Government records with details including birth dates, school yearbooks, marriages and migration are being digitised by FamilySearch International, a not-for-profit owned and run by the The Church of Jesus Christ of Latter-day Saints (LDS).
In return, the NAA is allowing the LDS enterprise to copy the records as part of the in-kind agreement. They’ll be added to the LDS’s already vast collection of 16.5 billion worldwide records stored in the Granite Mountain Records Vault, 180 metres deep inside a mountain on the outskirts of Salt Lake City, Utah.
The vault was custom-built to withstand earthquakes and nuclear attacks, to preserve records in a natural, temperature-controlled environment.
The new revelation, which has sparked privacy concerns, emerged in the new LiSTNR podcast documentary series Secrets We Keep: Should I Spit?
“The records that FamilySearch were interested in digitising were the records that really put a person in a place at a particular time,” NAA director-general Simon Froude, who led the deal, told the podcast.
Froude confirmed the Australian records copied by FamilySearch International end up in the Granite Mountains Record Vault.
“I guess the pay-off for [FamilySearch International] is that they receive a copy of the material,” he added.
Included in the deal are personal dossiers of displaced people who migrated to Australia after World War II, Australian births and baptisms until 1981, Australian marriages up to 1980 and South Australian school admission registers up to 1994.
FamilySearch International has previously entered into partnerships with government agencies in Victoria, NSW, Tasmania and South Australia.

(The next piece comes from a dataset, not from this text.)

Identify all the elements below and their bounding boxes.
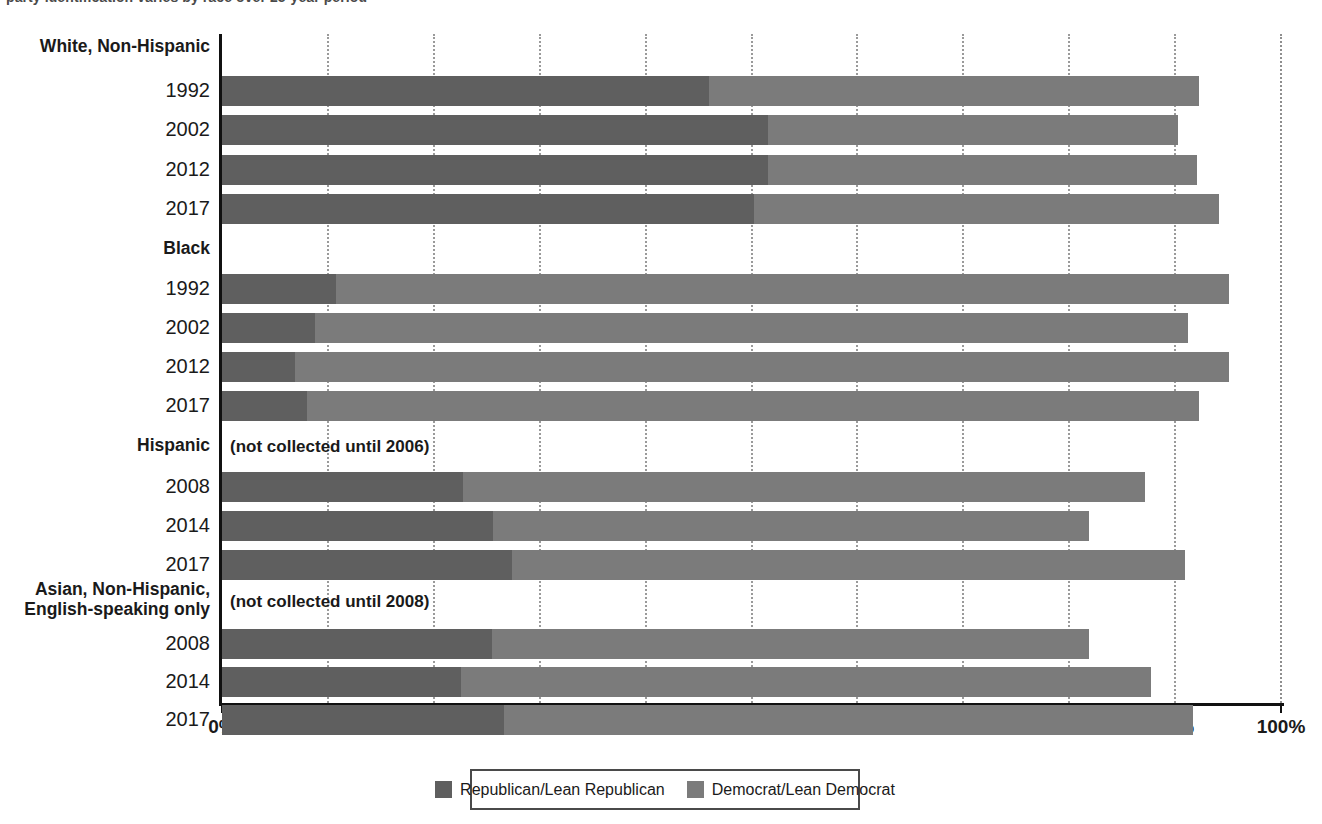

The NAA has also signed similar agreements with Ancestry International DNA LLC, the biggest DNA and family history company in the world, and which was originally founded by LDS entrepreneurs in Utah.
These “digitisation” agreements enable Ancestry.com and FamilySearch to work onsite at National Archives at no cost, allowing them to digitise copies of these records to later make them available, free, on the National Archives’ online catalogue RecordSearch, and also via the Ancestry.com and FamilySearch platforms.
While these types of deals are attractive to governments as a means of saving money, they give the LDS Church and Ancestry unmatched ability to identify people and their family connections which benefits them commercially.